Example: preparing a marketplace product record

Suppose a marketplace requires one repeating product element containing ean, price, stock, title, and currency.

  • ean uses the standard ean attribute.
  • stock uses the current exported stock value.
  • title uses the mapped title or a destination-specific transformed title.
  • price uses a transformed attribute that includes the required margin and rounding.
  • currency uses the constant eur because every price in this export is prepared in euros.

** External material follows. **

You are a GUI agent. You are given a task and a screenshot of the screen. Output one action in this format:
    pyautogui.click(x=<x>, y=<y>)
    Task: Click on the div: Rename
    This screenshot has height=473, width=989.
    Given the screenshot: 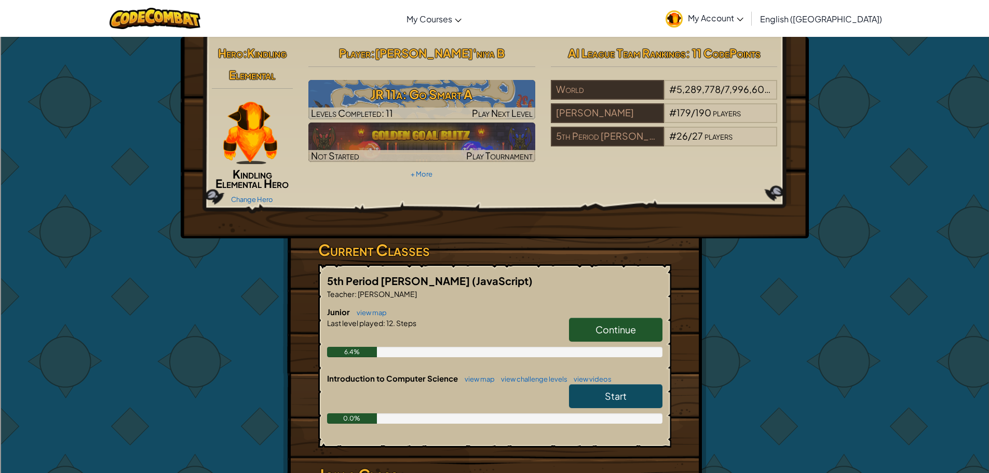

If the destination requires plain-text descriptions, create an additional transformed description using the html-to-text function and connect that attribute to the appropriate output field.

What to do next

  1. Convert the destination specification into a required-and-optional field checklist.
  2. Confirm that the necessary supplier attributes are mapped and available in B2BLIX.
  3. Create any calculations, formatting rules, defaults, or conditional values in data transformation rules.
  4. Build the xml product path and field mappings in the export template.
  5. Generate the xml and compare it with the destination specification.
  6. Inspect representative products, including products with empty or unusual values.
  7. Use Export Checker when an individual product result is unclear.
  8. Test the file with the destination using a controlled product selection before expanding the export.

Keep the test export separate from a live sales-channel workflow where possible. Expanding the catalog only after the structure and values have been reviewed reduces the risk of publishing incorrect prices, stock, content, or product selections.